Design gives the Industrial, Consumer and Knowledge economies material form, semiotic content and so generates socio-cultural relevance.  It has also generated an unsatiable demand to use (finite) resources and create mountains of waste. Design has accelerated resource flows. It is therefore not suprising that the role of design in encouraging more sustainable production and consumption has received considerable attention.  Such work focuses on reducing the environmental impacts by the reduction of materials and energy usage, closed loop production, eco-efficiency, life cycle analysis and industrial ecology.  This body of work is well documented by Charter and Tischner (2001) and in the Centre for Sustainable Design’s series of annual conferences called Towards Sustainable Product Design from 1995 to the present. New design approaches and tools have emerged including green design, Design for the Environment (DfE), eco-re-design, ecodesign, LCA, DfX (where X is Assembly, Disassembly, Recycling), and Design for Sustainability (DfS). While such design approaches often have made considerable progress it is not clear how successful they have been in reducing our production and consumption metabolism, i.e. the speed with which resources flow, although the Wuppertal Institute’s MIPs system is a means of measuring redution of material flows over time.  Moving towards sustainble design practice is not easy.  Many observers have noted the phenomenon of the rebound effect, where gains in eco-efficiency and economy are lost through the monetary savings being applied to other forms of consumption (e.g. Manzini,2001).
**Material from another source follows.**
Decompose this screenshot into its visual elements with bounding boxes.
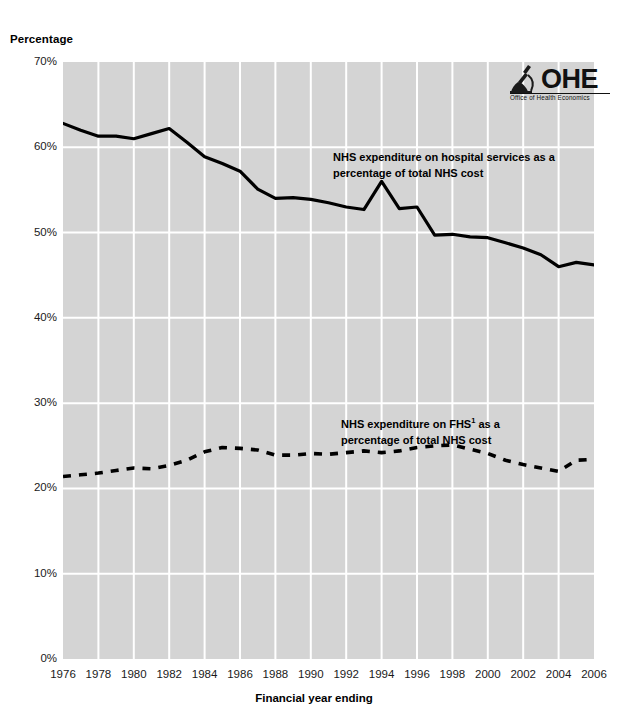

More recently there has been a resurgence of interest in how we can reduce consumption by designing products that satisfy cultural norms for form, function and emotion, by reviving ideas of universal design, human-centered design, experiential design and emotional design (see Clarkson et al, 2003; McDonagh-Philip and Lebbon, 2000).  This shift of focus is welcome and perhaps signals a new ethical dialogue in the design industry and profession to re-examine the human-object interface.  But such approaches are piecemeal and their specialist nature does not bode well in counteracting the juggernaut of the (fast) industrial design paradigm, a paradigm which still celebrates the modern movement’s fascination with speed and whose default metabolism is high.  Industrial design is ‘fast design’ governed by the tridos of technology, economy and politics.